You Want a Piece of Him?
There’s an internal debate among GOP-ers over whether this is the guy you want out front making your case.
Fine. He may be the Dark Lord in the media—but I think history will reveal him to be the knight in shining armor:
Former Vice President Dick Cheney continued to take his case to the people this morning on CBS’ Face the Nation, with Bob Schieffer. As usual, he was an effective advocate. He explained why he is pushing back against the Obama administration’s attacks on how he and others conducted the war against Islamic terrorists:
It was a time of great concern, and we put in place some very good policies, and they worked, for eight years. Now we have an administration that’s come to power that has been critical of the programs, but not only that, there’s been talk about prosecuting the lawyers in the Justice Department who gave us the opinions that we operated in accordance with, or referring them to the Bar Association for disbarment or sanctions of some kind, or possibly cooperating with foreign governments that are interested in trying to prosecute American officials, those same officials who were responsible for defending this nation for the last eight years.
That whole complex of things is what I find deeply disturbing, and I think to the extent that those policies were responsible for saving lives, that the administration is now trying to cancel those policies or end them, terminate them, then I think it’s fair to argue — and I do argue — that that means in the future we’re not going to have the same safeguards we’ve had for the last eight years.
…
SCHIEFFER: Do you — is what you’re saying here is that we should do anything if we could get information?
CHENEY: No. Remember what happened here, Bob. We had captured these people. We had pursued interrogation in a normal way. We decided that we needed some enhanced techniques. So we went to the Justice Department. And the controversy has arisen over the opinions written by the Justice Department.
The reason we went to the Justice Department wasn’t because we felt we were going to take some kind of free hand assault on these people or that we were in the torture business. We weren’t. And specifically, what we got from the Office of Legal Counsel were legal memos that laid out what is appropriate and what’s not appropriate, in light of our international commitments.
If we had been about torture, we wouldn’t have wasted our time going to the Justice Department.
How can there be a debate on the issue if no one has the stones to put forward this argument? Cheney is all stones (I would say heart, but this is Cheney) and no apology: “We were defending our county. Any questions?”
And while we’re on the subject of his telling truths:
CHENEY: Well, if I had to choose in terms of being a Republican, I’d go with Rush Limbaugh, I think. I think my take on it was Colin had already left the party. I didn’t know he was still a Republican.
SCHIEFFER: So you think that he’s not a Republican?
CHENEY: I just noted he endorsed the Democratic candidate for president this time, Barack Obama. I assumed that that is some indication of his loyalty and his interest.
Rush, another truth-teller, has pointed out that the Republicans ran the least Republican candidate in the party (read: centrist, maverick, big-tent, etc.)—and Colin Powell still wouldn’t back him. Despite their long friendship. Rush reasonably deduced Powell’s choice was dictated by race; Cheney thinks it was party.
One of them is right, very likely both.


Work instructions » With the pictures set aside, reproduce each entry precisely as it reads.

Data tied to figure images
********

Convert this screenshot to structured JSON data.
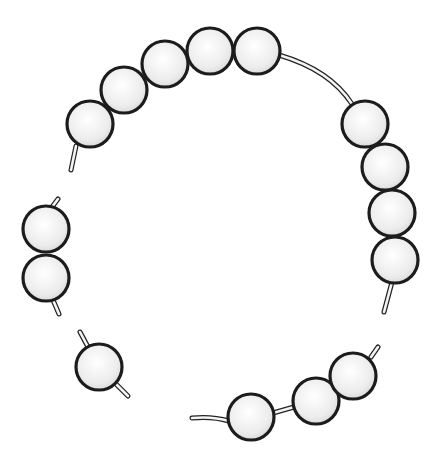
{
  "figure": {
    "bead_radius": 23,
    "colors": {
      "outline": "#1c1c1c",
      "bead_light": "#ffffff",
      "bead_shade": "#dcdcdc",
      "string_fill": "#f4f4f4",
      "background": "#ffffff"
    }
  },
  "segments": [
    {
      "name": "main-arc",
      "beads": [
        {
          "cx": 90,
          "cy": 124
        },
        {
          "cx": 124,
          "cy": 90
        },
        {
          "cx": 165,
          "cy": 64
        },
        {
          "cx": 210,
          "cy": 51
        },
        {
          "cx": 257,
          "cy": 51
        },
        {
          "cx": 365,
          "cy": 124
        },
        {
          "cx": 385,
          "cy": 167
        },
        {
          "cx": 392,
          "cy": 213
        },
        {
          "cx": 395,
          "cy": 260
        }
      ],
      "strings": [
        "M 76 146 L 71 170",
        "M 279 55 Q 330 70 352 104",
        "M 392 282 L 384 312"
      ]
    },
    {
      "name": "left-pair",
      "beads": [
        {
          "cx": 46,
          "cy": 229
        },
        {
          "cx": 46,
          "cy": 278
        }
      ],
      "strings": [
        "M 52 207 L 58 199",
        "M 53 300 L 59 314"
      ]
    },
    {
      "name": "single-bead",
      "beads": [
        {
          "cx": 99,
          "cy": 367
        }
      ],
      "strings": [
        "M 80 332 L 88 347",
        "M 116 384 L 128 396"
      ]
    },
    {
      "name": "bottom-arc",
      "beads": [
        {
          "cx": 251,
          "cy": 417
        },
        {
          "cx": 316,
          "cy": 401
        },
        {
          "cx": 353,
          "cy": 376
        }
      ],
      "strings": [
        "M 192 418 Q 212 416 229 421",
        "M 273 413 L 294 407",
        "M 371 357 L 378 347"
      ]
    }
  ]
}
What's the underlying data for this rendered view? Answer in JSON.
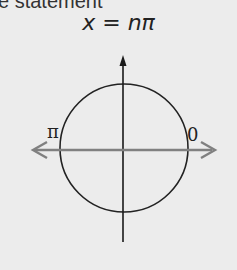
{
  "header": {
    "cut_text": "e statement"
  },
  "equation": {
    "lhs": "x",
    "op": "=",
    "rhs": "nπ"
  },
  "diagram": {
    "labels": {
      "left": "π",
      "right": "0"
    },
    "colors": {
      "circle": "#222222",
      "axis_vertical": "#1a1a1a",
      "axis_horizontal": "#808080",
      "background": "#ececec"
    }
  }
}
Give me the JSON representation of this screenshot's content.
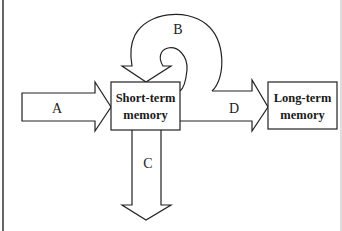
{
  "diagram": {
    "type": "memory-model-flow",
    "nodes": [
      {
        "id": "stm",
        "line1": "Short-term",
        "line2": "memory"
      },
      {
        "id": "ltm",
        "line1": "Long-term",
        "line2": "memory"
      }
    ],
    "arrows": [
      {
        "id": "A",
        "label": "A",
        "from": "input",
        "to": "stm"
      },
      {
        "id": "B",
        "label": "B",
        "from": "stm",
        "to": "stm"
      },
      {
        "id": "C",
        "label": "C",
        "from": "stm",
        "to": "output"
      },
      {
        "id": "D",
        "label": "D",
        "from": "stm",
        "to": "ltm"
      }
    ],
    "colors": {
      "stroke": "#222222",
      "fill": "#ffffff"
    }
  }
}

********

Answer box »
Convert this screenshot to structured JSON data.
{
  "figure": {
    "bead_radius": 23,
    "colors": {
      "outline": "#1c1c1c",
      "bead_light": "#ffffff",
      "bead_shade": "#dcdcdc",
      "string_fill": "#f4f4f4",
      "background": "#ffffff"
    }
  },
  "segments": [
    {
      "name": "main-arc",
      "beads": [
        {
          "cx": 90,
          "cy": 124
        },
        {
          "cx": 124,
          "cy": 90
        },
        {
          "cx": 165,
          "cy": 64
        },
        {
          "cx": 210,
          "cy": 51
        },
        {
          "cx": 257,
          "cy": 51
        },
        {
          "cx": 365,
          "cy": 124
        },
        {
          "cx": 385,
          "cy": 167
        },
        {
          "cx": 392,
          "cy": 213
        },
        {
          "cx": 395,
          "cy": 260
        }
      ],
      "strings": [
        "M 76 146 L 71 170",
        "M 279 55 Q 330 70 352 104",
        "M 392 282 L 384 312"
      ]
    },
    {
      "name": "left-pair",
      "beads": [
        {
          "cx": 46,
          "cy": 229
        },
        {
          "cx": 46,
          "cy": 278
        }
      ],
      "strings": [
        "M 52 207 L 58 199",
        "M 53 300 L 59 314"
      ]
    },
    {
      "name": "single-bead",
      "beads": [
        {
          "cx": 99,
          "cy": 367
        }
      ],
      "strings": [
        "M 80 332 L 88 347",
        "M 116 384 L 128 396"
      ]
    },
    {
      "name": "bottom-arc",
      "beads": [
        {
          "cx": 251,
          "cy": 417
        },
        {
          "cx": 316,
          "cy": 401
        },
        {
          "cx": 353,
          "cy": 376
        }
      ],
      "strings": [
        "M 192 418 Q 212 416 229 421",
        "M 273 413 L 294 407",
        "M 371 357 L 378 347"
      ]
    }
  ]
}
What's the underlying data for this rendered view? Answer in JSON.
{
  "header": {
    "cut_text": "e statement"
  },
  "equation": {
    "lhs": "x",
    "op": "=",
    "rhs": "nπ"
  },
  "diagram": {
    "labels": {
      "left": "π",
      "right": "0"
    },
    "colors": {
      "circle": "#222222",
      "axis_vertical": "#1a1a1a",
      "axis_horizontal": "#808080",
      "background": "#ececec"
    }
  }
}
Give me the JSON representation of this screenshot's content.
{
  "diagram": {
    "type": "memory-model-flow",
    "nodes": [
      {
        "id": "stm",
        "line1": "Short-term",
        "line2": "memory"
      },
      {
        "id": "ltm",
        "line1": "Long-term",
        "line2": "memory"
      }
    ],
    "arrows": [
      {
        "id": "A",
        "label": "A",
        "from": "input",
        "to": "stm"
      },
      {
        "id": "B",
        "label": "B",
        "from": "stm",
        "to": "stm"
      },
      {
        "id": "C",
        "label": "C",
        "from": "stm",
        "to": "output"
      },
      {
        "id": "D",
        "label": "D",
        "from": "stm",
        "to": "ltm"
      }
    ],
    "colors": {
      "stroke": "#222222",
      "fill": "#ffffff"
    }
  }
}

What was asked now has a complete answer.